ApiKeyAuthProviderReader

I now have a setup with 5 microservices. All these microservices are using the same JwtAuthProviderReader to be able to authenticate with the same JWT implementation - one of the microservices is the IdentityService.

This works perfectly but I now have an issue with ApiKeys. One of these microservices needs to support ApiKey as well. Of course when provided in the Authorization Header to that microservice, it is not recognized, as only the JwtAuthProviderReader is used in these services.

What I now basically did, is create a ApiKeyAuthProviderReader implementation; a property of this provider is an url to the Identity Service; in the Service I created a service to validate an ApiKey and return both ApiKey object and UserAuth object. The ApiKeyAuthProviderReader now implements IManageApiKeys and IUserAuthRepository. Most of the implementation are NotImplemented; I only implemented the ones that were called; I do some caching of the specific service in the IdentityService because basically it calls a lot of the same methods just providing the ApiKey and UserAuth objects.

My question is, did I miss something here, is there an already possibility in SS to use a kind of ‘external’ ApiKey provider? If not, what do you think of my solution?

The important part is that the new API Key AuthProvider needs to implement IAuthWithRequest so that PreAuthenticate() gets called on each request where it just needs to populate IRequest.Items[Keywords.Session] with the Authenticated UserSession, that’s essentially the objective of IAuthWithRequest Auth Providers which don’t need to rely on persisted Sessions or Cookies.

It’s not important to implement IManageApiKeys that’s just for existing Auth Repositories to be able to persist API Keys without needing to configure and initialize a new Repository just for API Keys.

But you may want to register an AuthEvent which will allow you to generate new API Keys for new registered users.

It’s also pointless to have an “external” API Key Auth Provider as there is very little potential for reuse given the crux of the implementation is custom to retrieving and validating the API Key which is bespoke to each implementation.

Ok thanks for the pointer to IAuthWithRequest will investigate that part.

The other suggestion about generating new API Keys; in my case not necessary; all the users have there API key; it’s just another micro-service that I would like to support with the same api keys (as they can use jwt token for all these services).

For me it’s important to have that provider in place in my library as all my microservices can now benefit from that implementation. Thanks.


▶ The problem
Search the records that follow and extract every line containing the string "branching".

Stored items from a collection
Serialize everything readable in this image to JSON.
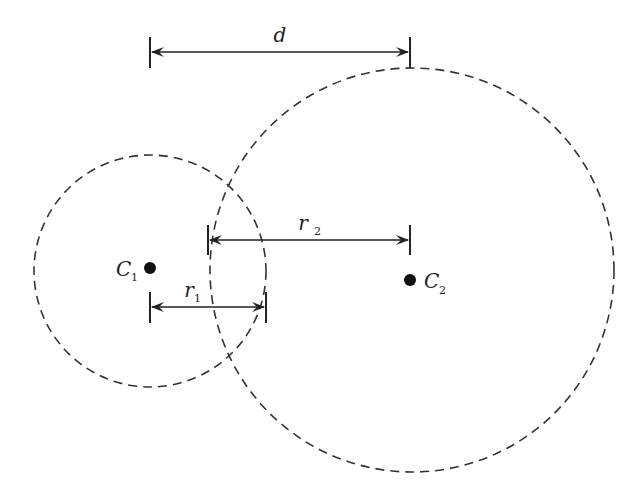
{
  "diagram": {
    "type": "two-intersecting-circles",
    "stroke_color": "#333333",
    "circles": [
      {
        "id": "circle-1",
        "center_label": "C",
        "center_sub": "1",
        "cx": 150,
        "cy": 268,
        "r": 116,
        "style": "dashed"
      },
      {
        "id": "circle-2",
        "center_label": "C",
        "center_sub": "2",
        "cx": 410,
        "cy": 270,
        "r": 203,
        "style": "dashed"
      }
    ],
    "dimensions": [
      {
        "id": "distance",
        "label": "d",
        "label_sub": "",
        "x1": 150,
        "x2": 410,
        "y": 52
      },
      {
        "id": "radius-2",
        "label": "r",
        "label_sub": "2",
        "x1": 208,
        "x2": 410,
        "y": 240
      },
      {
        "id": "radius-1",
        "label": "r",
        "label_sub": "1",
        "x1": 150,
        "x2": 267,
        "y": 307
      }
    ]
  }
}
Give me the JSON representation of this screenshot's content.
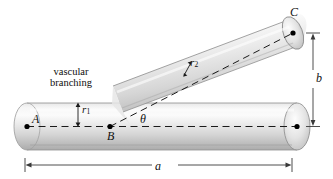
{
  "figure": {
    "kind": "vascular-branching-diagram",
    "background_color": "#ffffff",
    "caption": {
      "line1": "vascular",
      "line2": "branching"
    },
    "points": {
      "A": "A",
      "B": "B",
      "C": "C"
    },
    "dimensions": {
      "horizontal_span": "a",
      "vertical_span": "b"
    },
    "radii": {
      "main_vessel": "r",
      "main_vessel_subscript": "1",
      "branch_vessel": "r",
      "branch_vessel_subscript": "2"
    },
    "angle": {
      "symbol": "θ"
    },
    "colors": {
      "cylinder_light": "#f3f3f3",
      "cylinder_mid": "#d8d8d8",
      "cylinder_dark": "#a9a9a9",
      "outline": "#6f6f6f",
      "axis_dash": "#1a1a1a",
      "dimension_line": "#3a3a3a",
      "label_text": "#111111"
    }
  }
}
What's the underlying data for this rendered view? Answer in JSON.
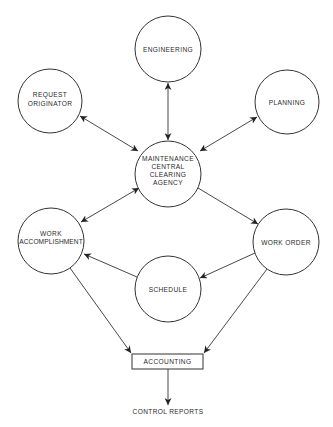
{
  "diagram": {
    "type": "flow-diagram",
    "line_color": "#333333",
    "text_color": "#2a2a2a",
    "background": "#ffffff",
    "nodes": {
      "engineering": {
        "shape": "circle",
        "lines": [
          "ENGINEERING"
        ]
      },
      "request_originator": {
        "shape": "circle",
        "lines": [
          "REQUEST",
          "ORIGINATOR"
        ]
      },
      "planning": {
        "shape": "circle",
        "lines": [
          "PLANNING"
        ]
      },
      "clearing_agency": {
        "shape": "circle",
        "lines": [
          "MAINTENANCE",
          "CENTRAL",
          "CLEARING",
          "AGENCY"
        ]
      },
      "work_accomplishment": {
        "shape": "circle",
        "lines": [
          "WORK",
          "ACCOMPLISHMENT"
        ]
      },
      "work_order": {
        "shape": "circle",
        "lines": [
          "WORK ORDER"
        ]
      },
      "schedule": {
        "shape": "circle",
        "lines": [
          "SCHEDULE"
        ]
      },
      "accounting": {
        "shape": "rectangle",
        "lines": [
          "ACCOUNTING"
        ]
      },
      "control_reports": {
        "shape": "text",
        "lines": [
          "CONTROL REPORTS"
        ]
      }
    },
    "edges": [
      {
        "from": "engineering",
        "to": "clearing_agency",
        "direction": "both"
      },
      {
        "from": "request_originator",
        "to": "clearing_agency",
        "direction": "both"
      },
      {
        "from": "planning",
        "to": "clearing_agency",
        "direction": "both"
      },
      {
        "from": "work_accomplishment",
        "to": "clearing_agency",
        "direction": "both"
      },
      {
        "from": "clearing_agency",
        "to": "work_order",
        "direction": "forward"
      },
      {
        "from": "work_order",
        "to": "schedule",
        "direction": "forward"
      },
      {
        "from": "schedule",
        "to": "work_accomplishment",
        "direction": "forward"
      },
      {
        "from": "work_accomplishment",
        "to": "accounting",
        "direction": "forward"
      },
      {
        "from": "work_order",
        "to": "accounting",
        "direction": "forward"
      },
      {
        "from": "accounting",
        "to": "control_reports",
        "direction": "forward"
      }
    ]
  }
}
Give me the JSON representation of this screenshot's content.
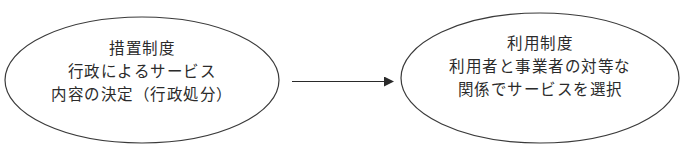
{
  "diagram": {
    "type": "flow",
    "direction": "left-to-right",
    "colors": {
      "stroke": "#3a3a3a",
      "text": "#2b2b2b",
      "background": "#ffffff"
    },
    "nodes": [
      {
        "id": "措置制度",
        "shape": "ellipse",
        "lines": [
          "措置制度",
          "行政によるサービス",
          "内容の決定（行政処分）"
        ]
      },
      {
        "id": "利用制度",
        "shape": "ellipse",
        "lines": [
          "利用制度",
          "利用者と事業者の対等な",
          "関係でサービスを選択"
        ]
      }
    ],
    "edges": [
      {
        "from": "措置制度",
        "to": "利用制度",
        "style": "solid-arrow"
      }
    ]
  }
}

▶ Answer for the task
    "kind": "vascular-branching-diagram",
      "line2": "branching"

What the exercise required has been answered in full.